Tenant Henry Schober III takes advantage of the ADU’s rooftop deck, which offers panoramic views of Venice. (Jason Armond / Los Angeles Times)
An overhead view shows the ADU’s proximity to the modern duplex and bungalow.
(Steve King Architectural Imaging)
Up the stairs to the second floor, the main living area and kitchen measure just 13 feet wide; large windows and operable skylights add light and cross-ventilation throughout the linear floor plan.
“The windows make you feel like you’re in an amazing penthouse in SoHo,” Alon said. “It gives the room a great energy.”
The rest of the second floor houses a powder room, bathroom and bedroom. Because of limited space, there was no room for a formal dining room. However, Schober said that’s easier to maneuver than the limited storage, which has taught him to think differently about how he stores and displays things.
The pool was preserved to create a communal area for all tenants.
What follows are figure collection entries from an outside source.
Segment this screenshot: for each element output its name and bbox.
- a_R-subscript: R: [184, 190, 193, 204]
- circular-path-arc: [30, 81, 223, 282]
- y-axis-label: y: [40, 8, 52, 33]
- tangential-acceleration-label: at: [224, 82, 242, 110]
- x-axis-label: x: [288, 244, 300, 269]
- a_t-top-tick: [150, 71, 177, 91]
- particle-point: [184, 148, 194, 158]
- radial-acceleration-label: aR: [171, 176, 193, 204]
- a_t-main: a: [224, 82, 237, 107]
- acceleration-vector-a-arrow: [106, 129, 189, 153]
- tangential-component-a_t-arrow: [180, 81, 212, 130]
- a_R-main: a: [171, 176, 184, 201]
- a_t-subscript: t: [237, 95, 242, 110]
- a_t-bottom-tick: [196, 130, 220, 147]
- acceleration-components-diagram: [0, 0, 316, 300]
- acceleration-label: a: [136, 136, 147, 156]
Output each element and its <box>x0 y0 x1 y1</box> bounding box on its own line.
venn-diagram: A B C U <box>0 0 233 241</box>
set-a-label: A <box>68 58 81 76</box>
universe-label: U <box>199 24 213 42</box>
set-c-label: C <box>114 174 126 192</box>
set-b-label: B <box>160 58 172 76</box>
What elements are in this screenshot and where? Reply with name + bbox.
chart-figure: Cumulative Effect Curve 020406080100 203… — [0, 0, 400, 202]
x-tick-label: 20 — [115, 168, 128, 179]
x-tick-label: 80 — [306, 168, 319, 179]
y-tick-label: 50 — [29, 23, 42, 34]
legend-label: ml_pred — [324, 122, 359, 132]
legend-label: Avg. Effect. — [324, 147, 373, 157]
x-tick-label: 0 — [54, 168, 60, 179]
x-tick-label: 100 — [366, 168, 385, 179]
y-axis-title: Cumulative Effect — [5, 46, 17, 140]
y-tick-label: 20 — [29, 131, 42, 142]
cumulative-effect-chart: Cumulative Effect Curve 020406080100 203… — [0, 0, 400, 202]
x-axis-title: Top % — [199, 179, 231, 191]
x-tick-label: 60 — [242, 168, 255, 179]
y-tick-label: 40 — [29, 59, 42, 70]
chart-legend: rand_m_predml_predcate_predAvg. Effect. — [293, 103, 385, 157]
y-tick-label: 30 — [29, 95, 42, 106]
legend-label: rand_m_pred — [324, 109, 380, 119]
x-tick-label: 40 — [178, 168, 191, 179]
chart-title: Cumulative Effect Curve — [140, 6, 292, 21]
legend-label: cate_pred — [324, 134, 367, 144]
(Jason Armond / Los Angeles Times)
“I eat at the long breakfast bar, and when I have people over, I use the common space or the roof deck,” he said.
The home’s two floors feel like three, Lynch said, “because of the way the stairway draws one upward through the IDU and then because of how the roof steps up again.”
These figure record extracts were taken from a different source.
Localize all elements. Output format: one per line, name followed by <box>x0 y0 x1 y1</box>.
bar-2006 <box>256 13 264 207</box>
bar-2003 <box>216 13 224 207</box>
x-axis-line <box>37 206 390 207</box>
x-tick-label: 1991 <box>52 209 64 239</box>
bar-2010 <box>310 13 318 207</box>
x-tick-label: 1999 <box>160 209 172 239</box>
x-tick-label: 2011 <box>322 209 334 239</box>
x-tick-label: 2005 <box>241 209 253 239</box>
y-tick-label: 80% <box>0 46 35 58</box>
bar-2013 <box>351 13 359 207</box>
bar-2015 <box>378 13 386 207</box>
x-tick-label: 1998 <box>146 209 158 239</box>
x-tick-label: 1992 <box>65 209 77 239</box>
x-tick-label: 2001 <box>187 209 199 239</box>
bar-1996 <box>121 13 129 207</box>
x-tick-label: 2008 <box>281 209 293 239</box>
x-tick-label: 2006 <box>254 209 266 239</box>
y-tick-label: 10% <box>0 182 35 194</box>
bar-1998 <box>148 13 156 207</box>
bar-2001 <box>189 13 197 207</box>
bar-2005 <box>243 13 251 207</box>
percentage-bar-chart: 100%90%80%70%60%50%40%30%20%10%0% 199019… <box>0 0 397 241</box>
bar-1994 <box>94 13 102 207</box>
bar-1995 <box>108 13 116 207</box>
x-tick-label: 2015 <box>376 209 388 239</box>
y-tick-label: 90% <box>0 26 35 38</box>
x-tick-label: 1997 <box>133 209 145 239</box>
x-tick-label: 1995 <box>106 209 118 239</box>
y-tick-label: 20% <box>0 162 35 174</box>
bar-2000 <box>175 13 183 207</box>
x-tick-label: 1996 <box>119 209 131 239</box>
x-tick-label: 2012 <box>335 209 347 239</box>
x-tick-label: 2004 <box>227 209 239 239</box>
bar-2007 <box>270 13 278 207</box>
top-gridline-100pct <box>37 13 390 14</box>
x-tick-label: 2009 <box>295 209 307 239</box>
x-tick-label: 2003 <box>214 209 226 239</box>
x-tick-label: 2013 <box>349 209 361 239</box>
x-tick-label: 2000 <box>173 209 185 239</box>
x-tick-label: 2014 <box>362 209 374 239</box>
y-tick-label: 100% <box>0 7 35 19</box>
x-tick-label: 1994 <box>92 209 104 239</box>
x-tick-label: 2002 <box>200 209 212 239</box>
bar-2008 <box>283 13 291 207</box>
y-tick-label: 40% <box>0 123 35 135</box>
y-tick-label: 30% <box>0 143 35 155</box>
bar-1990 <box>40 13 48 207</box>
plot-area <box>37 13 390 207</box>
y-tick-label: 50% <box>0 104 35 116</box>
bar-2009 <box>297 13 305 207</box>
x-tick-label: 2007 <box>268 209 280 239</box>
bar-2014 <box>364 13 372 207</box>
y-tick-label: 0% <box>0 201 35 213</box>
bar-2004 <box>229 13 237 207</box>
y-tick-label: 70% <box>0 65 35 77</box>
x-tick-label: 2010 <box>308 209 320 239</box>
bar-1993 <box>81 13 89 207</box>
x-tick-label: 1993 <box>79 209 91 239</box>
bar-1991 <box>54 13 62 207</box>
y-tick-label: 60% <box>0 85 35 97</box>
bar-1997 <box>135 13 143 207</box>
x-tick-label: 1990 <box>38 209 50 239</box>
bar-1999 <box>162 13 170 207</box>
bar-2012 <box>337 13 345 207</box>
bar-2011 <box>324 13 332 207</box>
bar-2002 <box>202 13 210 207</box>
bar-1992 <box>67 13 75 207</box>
The roof deck serves as another outdoor room, further expanding the living space. From the rooftop deck, Schober has panoramic views of Venice, not to mention ample room for a dining table, barbecue and sauna.
After renting an apartment temporarily a few blocks from the beach, Schober was still determining whether he wanted to rent another apartment in Venice.
The master bedroom on the second floor.
(Jason Armond / Los Angeles Times)
“It originally turned me off to Venice,” he said. “The price points were so high. It felt like people were paying for the ZIP Code. Landlords were asking five grand for an apartment next to a parking lot.”
But when he saw the two-bedroom ADU, he changed his mind. “When I walked in, I thought, ‘I’m going to live here,’” said Schober, who is originally from Philadelphia and moved to Los Angeles from Switzerland.
“The apartment and the secluded feel changed my attitude,” Schober said. “You get the convenience of Venice and access to all the restaurants and shops, but you’re not in the thick of things. I lived in San Francisco for a decade, Europe for six years. I view the apartment as an oasis in a neighborhood that is not as transformed as others.”
Schober said the strength of the architects’ vision is that the unit is quietly tucked away in a congested neighborhood. “Since you are set back from the street, there is no foot traffic,” he added. “It doesn’t feel like I am living among a bunch of units. There is little street noise, and you would never know you live a stone’s throw from Lincoln Boulevard.”
Stairs lead up to the rooftop deck.
(Jason Armond / Los Angeles Times)
Perhaps most impressive, the ADU defies the notion that you can’t have parking, privacy and quality of living, including a swimming pool, on a tight infill lot with other properties.
In a sense, Schober said, “It seems the solution to the housing crisis is building up.”
“There is a community feeling, and people know each other,” Sharif said. “They sit around the pool, and it’s very intimate and private.”
After a 10-month building process, the team completed the project this spring at a cost of approximately $410 per square foot.
Looking back, Alon is grateful that she moved forward with the project.
“It’s not just a unit that brings value to the property,” she said. “It enhances the entire property for everyone. Adding housing in this condensed community is important, but this team made it something beautiful that people will enjoy. You don’t have to add a huge amount of square footage to add quality of living.”
A lucky cat figurine sets the tone inside Henry Schober III’s two-bedroom ADU in Venice.